A blog by Oleg Shilovitsky
Information & Comments about Engineering and Manufacturing Software

How to replace old PLM software?

How to replace old PLM software?
Oleg
Oleg
30 September, 2016 | 3 min for reading

old-plm-software

One of the things that always amazed me is how long takes to convince engineers to change something in their environment. Typically, engineers’ relationships with CAD software is almost religious. Enterprise software such as PDM, PLM and ERP once installed used by manufacturing companies many years.

Gizmodo article This Old-Ass Commodore 64 Is Still Being Used to Run an Auto Shop in Poland is telling us an amazing story demonstrating the level of inertia you can meet in manufacturing industry.

We need to learn a lesson about needless consumerism from this auto repair shop in Gdansk, Poland. Because it still uses a Commodore 64 to run its operations. Yes, the same Commodore 64 released 34 years ago that clocked in at 1 MHz and had 64 kilobytes of RAM. It came out in 1982, was discontinued in 1994, but it’s still used to run a freaking company in 2016. That’s awesome.

To be sure, small businesses around the world often use technology that’s a bit more outdated than what the rest of us use in our daily lives but damn, flexing a Commodore 64 for work in a time when babies are given smartphones before pacifiers is pretty damn bad ass.

Inertia is one of the biggest challenges for PLM sales and competition. However, there are 3 situations when manufacturing company can consider to replace existing PDM / PLM products.

1. Existing product is not supported anymore. There reasons for that can be different. OS replacement, browser replacement, mergers of vendors and discontinuing of existing software, etc. Usually PLM vendors are selling extended support. So, it is not unusual to see software packages running decades after actually development was discontinued.
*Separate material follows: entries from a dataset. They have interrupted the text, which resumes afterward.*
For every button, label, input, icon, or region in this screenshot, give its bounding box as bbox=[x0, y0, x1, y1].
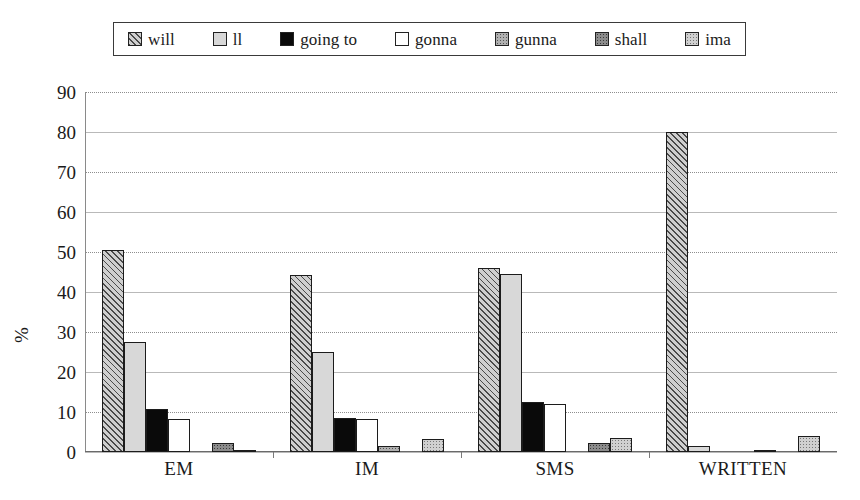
bar-written-ll[interactable] bbox=[688, 446, 710, 452]
bar-em-going-to[interactable] bbox=[146, 409, 168, 452]
y-axis-title: % bbox=[11, 327, 33, 343]
y-tick-label: 70 bbox=[36, 163, 76, 182]
bar-sms-going-to[interactable] bbox=[522, 402, 544, 452]
legend-item-going-to[interactable]: going to bbox=[280, 31, 357, 48]
bar-em-will[interactable] bbox=[102, 250, 124, 452]
y-axis-tick-labels: 9080706050403020100 bbox=[36, 76, 76, 500]
legend-swatch-gonna-icon bbox=[395, 32, 409, 46]
bar-sms-shall[interactable] bbox=[588, 443, 610, 452]
bar-im-will[interactable] bbox=[290, 275, 312, 452]
y-tick-label: 20 bbox=[36, 363, 76, 382]
y-tick-label: 50 bbox=[36, 243, 76, 262]
legend-label-gunna: gunna bbox=[515, 31, 557, 48]
bar-sms-gonna[interactable] bbox=[544, 404, 566, 452]
legend-item-ll[interactable]: ll bbox=[213, 31, 243, 48]
bar-im-gonna[interactable] bbox=[356, 419, 378, 452]
y-tick-label: 0 bbox=[36, 443, 76, 462]
legend-item-shall[interactable]: shall bbox=[595, 31, 648, 48]
y-tick-label: 10 bbox=[36, 403, 76, 422]
legend-label-gonna: gonna bbox=[415, 31, 457, 48]
chart-legend: will ll going to gonna gunna shall ima bbox=[113, 22, 746, 56]
bar-written-will[interactable] bbox=[666, 132, 688, 452]
legend-label-ima: ima bbox=[705, 31, 731, 48]
legend-label-going-to: going to bbox=[300, 31, 357, 48]
bar-sms-will[interactable] bbox=[478, 268, 500, 452]
legend-swatch-ll-icon bbox=[213, 32, 227, 46]
y-tick-label: 30 bbox=[36, 323, 76, 342]
bar-em-ima[interactable] bbox=[234, 450, 256, 452]
legend-item-gunna[interactable]: gunna bbox=[495, 31, 557, 48]
bar-written-gunna[interactable] bbox=[754, 450, 776, 452]
x-tick-label: SMS bbox=[461, 458, 649, 480]
plot-wrapper: % 9080706050403020100 EMIMSMSWRITTEN bbox=[0, 76, 860, 500]
y-tick-label: 40 bbox=[36, 283, 76, 302]
bar-group-written bbox=[649, 92, 837, 452]
legend-label-ll: ll bbox=[233, 31, 243, 48]
legend-swatch-ima-icon bbox=[685, 32, 699, 46]
x-tick-label: IM bbox=[273, 458, 461, 480]
bar-group-em bbox=[85, 92, 273, 452]
bar-written-ima[interactable] bbox=[798, 436, 820, 452]
legend-item-gonna[interactable]: gonna bbox=[395, 31, 457, 48]
bar-im-ll[interactable] bbox=[312, 352, 334, 452]
legend-item-will[interactable]: will bbox=[128, 31, 175, 48]
bar-group-im bbox=[273, 92, 461, 452]
bar-im-gunna[interactable] bbox=[378, 446, 400, 452]
legend-swatch-going-to-icon bbox=[280, 32, 294, 46]
y-tick-label: 90 bbox=[36, 83, 76, 102]
legend-label-shall: shall bbox=[615, 31, 648, 48]
bar-em-gonna[interactable] bbox=[168, 419, 190, 452]
legend-swatch-shall-icon bbox=[595, 32, 609, 46]
bar-chart: will ll going to gonna gunna shall ima % bbox=[0, 0, 860, 500]
bar-im-ima[interactable] bbox=[422, 439, 444, 452]
bar-groups bbox=[85, 92, 837, 452]
y-tick-label: 80 bbox=[36, 123, 76, 142]
legend-swatch-gunna-icon bbox=[495, 32, 509, 46]
bar-em-shall[interactable] bbox=[212, 443, 234, 452]
legend-item-ima[interactable]: ima bbox=[685, 31, 731, 48]
x-axis-tick-labels: EMIMSMSWRITTEN bbox=[85, 458, 837, 480]
bar-sms-ll[interactable] bbox=[500, 274, 522, 452]
legend-swatch-will-icon bbox=[128, 32, 142, 46]
y-tick-label: 60 bbox=[36, 203, 76, 222]
bar-group-sms bbox=[461, 92, 649, 452]
x-tick-label: EM bbox=[85, 458, 273, 480]
bar-im-going-to[interactable] bbox=[334, 418, 356, 452]
bar-em-ll[interactable] bbox=[124, 342, 146, 452]
legend-label-will: will bbox=[148, 31, 175, 48]
x-tick-label: WRITTEN bbox=[649, 458, 837, 480]
plot-area bbox=[85, 92, 837, 452]
bar-sms-ima[interactable] bbox=[610, 438, 632, 452]
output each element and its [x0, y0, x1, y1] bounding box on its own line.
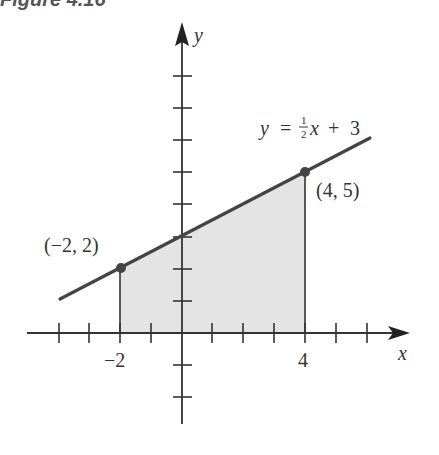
y-axis-label: y: [192, 24, 203, 47]
svg-text:=: =: [280, 117, 291, 139]
x-axis-label: x: [397, 342, 407, 364]
point-4-5: [300, 167, 310, 177]
svg-text:y: y: [258, 117, 269, 140]
tick-label-neg2: −2: [104, 349, 125, 371]
point-label-neg2-2: (−2, 2): [44, 234, 99, 257]
tick-label-4: 4: [298, 349, 308, 371]
svg-text:x: x: [309, 117, 319, 139]
equation-label: y = 1 2 x + 3: [258, 114, 360, 140]
svg-text:1: 1: [301, 114, 307, 126]
svg-text:3: 3: [350, 117, 360, 139]
point-neg2-2: [116, 263, 126, 273]
svg-text:+: +: [328, 117, 339, 139]
point-label-4-5: (4, 5): [316, 179, 359, 202]
svg-text:2: 2: [301, 128, 307, 140]
graph: y x y = 1 2 x + 3 (4, 5) (−2, 2) −2 4: [0, 0, 439, 455]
2. PLM “sponsor” is retiring or leaving a company. PLM software is almost always has sponsor in a company. PLM implementation is usually his “baby” and it heavily supervised by this person. If such person is “leaving the building”, it creates an opportunity to make a change.

3. New manufacturing programs. In some industries such as aerospace and defense, new manufacturing programs can create an opportunity to decide to use a new software.

4. Existing software cannot support new business processes. This is the most interesting use case. Because manufacturing environment and business are changing. Globalization, new manufacturing technologies, business models, product requirements – all these things are creating an opportunity for new software.

What is my conclusion? If it ain’t broke, don’t fix it. If there is no evidence of a real problem, and fixing the “problem” would not improve the process significantly, manufacturing companies prefer not to waste time and resources to replace it. Even if something is slightly broken, but new software will require significant changes and impact many people, the decision sometimes can be still to stay with existing known processes and software. Don’t underestimate it when you try to sell PLM software and ask manufacturing companies to replace an old software with new one. Just my thoughts…

Best, Oleg

Want to learn more about PLM? Check out my new PLM Book website.

Disclaimer: I’m co-founder and CEO of openBoM developing cloud based bill of materials and inventory management tool for manufacturing companies, hardware startups and supply chain. My opinion can be unintentionally biased.